Care Package
Eddie Windass, in the cafe, stealing Roy’s condiments for food purchased elsewhere. Anna scolds him. He asks if there’s any tape. She looks to see what he’s doing, sticking food and magazines in a shoebox. Ciaran looks too and realizes he’s making a care package for Gary, just left for duty in Afghanistan.
Aah, it’s not the first time I’ve had to wipe away a tear watching Eddie lately. He gave his son a St. Christopher’s medal from his father, after realizing where his son was going and to what. Gary had packed several hairbrushes, saying he’d need them to brush things off. What things, Eddie asked, himself not that familiar with hairbrushes. Explosive devices, Gary said, land mines and that sort of thing. That brought Eddie up with a start, then he rummaged through a drawer and produced the small medal on a chain.

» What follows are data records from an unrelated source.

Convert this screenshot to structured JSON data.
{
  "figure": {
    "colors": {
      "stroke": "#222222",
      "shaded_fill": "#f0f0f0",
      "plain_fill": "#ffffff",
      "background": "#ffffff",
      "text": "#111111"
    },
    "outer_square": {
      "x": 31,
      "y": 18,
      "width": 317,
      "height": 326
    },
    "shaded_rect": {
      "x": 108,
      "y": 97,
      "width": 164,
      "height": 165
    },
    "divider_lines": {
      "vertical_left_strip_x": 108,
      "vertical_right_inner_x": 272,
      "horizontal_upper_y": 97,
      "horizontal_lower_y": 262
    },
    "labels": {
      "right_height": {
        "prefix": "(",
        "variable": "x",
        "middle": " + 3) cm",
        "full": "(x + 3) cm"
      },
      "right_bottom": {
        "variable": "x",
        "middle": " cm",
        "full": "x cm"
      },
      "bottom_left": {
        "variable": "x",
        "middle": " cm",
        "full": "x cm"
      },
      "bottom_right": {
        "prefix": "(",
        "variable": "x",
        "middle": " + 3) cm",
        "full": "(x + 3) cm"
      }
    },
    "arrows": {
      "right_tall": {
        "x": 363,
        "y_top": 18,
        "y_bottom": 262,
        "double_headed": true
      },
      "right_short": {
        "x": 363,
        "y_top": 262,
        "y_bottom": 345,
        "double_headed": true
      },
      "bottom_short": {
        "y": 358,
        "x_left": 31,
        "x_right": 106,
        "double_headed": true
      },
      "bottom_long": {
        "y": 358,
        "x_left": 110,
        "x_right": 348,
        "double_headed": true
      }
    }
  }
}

Then when Gary was leaving, Eddie gave him a video camera and said so you don’t have to worry about writing, you can just tape on this and send the disk home.
Ciaran’s stories about Mum
And now, packing up a care box. He got the idea from Ciaran, who has himself become a wonderful Mr. Fixit for other people. Ciaran was telling Ryan about the packages his mother used to send him from Ireland when he was in the Navy. Ciaran’s story was part of his effort to get Ryan to cut the apron strings and go to university in Glasgow.
Ryan wants to go but doesn’t want to leave his poor mother all on her own. (I wonder when Ryan last looked at his mother, really really looked at her.) Ciaran, with his iffy plan to move to Glasgow, may have an ulterior motive for encouraging Ryan to leave home, but I think he genuinely wants the boy-man to take the opportunity that’s on offer. Glasgow University is where he really wants to go, and his mother will be just fine.
So to illustrate his point about being able to live away from mother yet still be connected, Ciaran talked about how much he and his mates appreciated the care packages he received from his mum in Ireland. Eddie hears this, and so begins preparing his own for Gary.
The added bonus of this care box is that Anna will have something positive to do for her son. Since he left, she’s just been mourning. Watching news reports about the war, listening on earphones while she’s supposed to be working. Her whole focus has become Afghanistan and what is happening there. This is understandable, but not a great situation in which to bring a new child. They have been approved for adoption and if a child is placed with them, Anna cannot be totally absorbed in what’s happening with her other child.
So Eddie’s care package has given Anna a new focus. She took it to repack properly. Now she can busy herself knitting socks and packing cookies for the lads overseas. That is something in which a new child may participate and can understand.
Jack’s care packages
And Jack is handing out his own care packages – cash to Tyrone and Molly, theatre tickets to Sally, even a mystery red rose delivered to Julie. Thursday we found out why: he’s dying. I can’t bear to think about it. Can’t write about that, not yet. If knitting socks would keep Jack alive and Bill Tarmey on the show, I’d knit a pile higher than Blackpool Tower.